I swallow hard. “I’m not fixed. I’m not even sanded down. I’m still rough, and some days I’m held together with bathrobes and sarcasm.”
“Perfect,” he says, no hesitation. “Then you’ll fit in great at dinner with me.”
I stare at him, all warmth and nerve and ridiculous potted daisies, and realize I’m smiling. That quiet, reluctant kind of smile that sneaks up before your brain can veto it.
“I could do appetizers.” My voice is barely above a whisper. “No promises. Only appetizers.”
He stands, brushing off his jeans. “One mozzarella stick. No pressure. Though if you have two, I might ask you to dance. There’s no excuse about you not knowing how. Remember, I saw the video.”
“Don’t push your luck,” I mutter.
As he heads for the gate, he pauses, glancing back over his shoulder.
“Nice flannel,” he calls. “Your husband had good taste.”
I press my hand to my chest and swallow.
Yeah. He really did.
Good taste in friends.
Shame he couldn’t say the same about his traitorous wife.
______________
I lean over the counter, stirring the stir-fry on the stove.
“How was the weeding?” Viv skates through the door, and Marin flops in behind after her.
“Good.” I take in Viv’s energized bouncy up and down and Marin’s half-dead expression. “How was the yoga?”
“Revitalizing!”
Marin rolls her eyes. “Next time, I’m coming out to the garden with you. My body wasn’t made to move like that.”
“Well, the garden wasn’t exactly peaceful this evening.”
The ladies both stop and stare.
I hold up my phone like it’s radioactive. “Noah asked me out. I might have said yes. Kind of. Soft yes. Only a whisper of a yes to appetizers.”
Viv immediately throws both hands in the air like she’s scored a touchdown. “Okay. My brain is confused. This is a good thing, but you’re delivering the news like it’s a bad thing?”
“It’s a horrible idea. What will the neighbors think? It’s too soon!”
Viv takes a dramatic sip of her chamomile, which she’s added three splashes of wine to, because that’s the way the “love of my life always drank it” and she’s “never going back to boring tea.”
“I mean, the man has the bone structure of a Disney villain. If anything, you owe it to the community.”
I groan and flop into a kitchen chair, hugging a throw pillow like it might absorb my panic. “It’s too soon.”
Viv slides me a glass of water, eyeing me like I’m seconds away from spiraling.
“Is it too soon because your heart or your guilt is saying it is? Or because you’re worried about what everyone else will think?”
I stare into the water like it might reflect the answers back at me. “All of the above?”
But it’s more than that. It’s the way I still reach for a second toothbrush in the Target aisle. It’s the empty side of the bed. It’sthe memory of casseroles and pity smiles and being told “you’re so strong” when I didn’t ask to be. I don’t know if I’m ready, or if I’ll ever be ready to love again. But I do know that moving forward feels suspiciously like leaving him behind.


> [Exercise]: Using the listing below, retype exactly the lines starting at the one with "You are a GUI" and ending at the one with "Task: Click on", and include both.

> [Records for this exercise]:
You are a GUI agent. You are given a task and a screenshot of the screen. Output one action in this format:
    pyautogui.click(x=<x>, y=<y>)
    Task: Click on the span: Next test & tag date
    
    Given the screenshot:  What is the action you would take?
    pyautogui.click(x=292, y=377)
...
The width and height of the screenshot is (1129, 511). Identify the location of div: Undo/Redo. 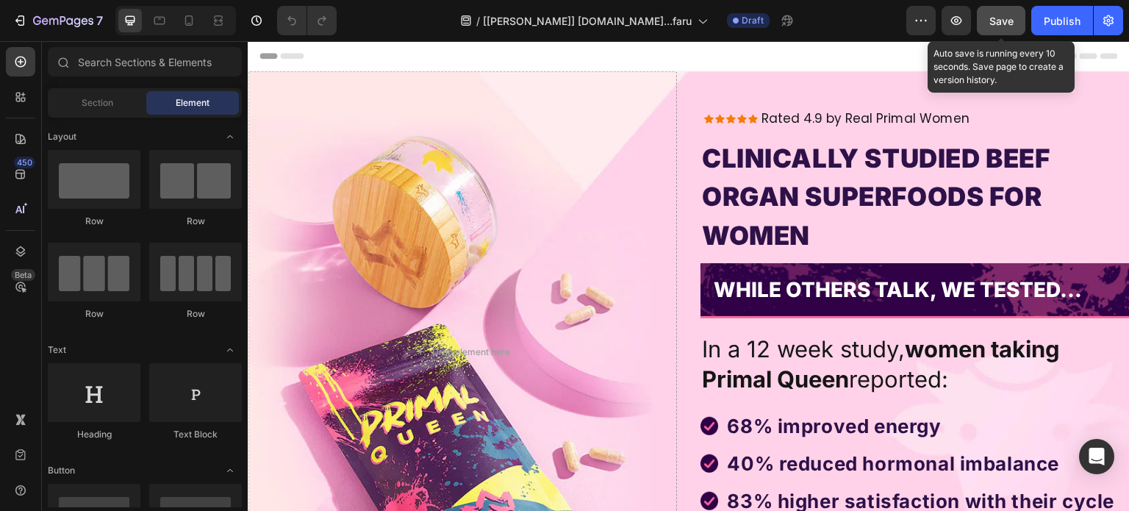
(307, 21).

> [Answer section]:
You are a GUI agent. You are given a task and a screenshot of the screen. Output one action in this format:
    pyautogui.click(x=<x>, y=<y>)
    Task: Click on the span: Next test & tag date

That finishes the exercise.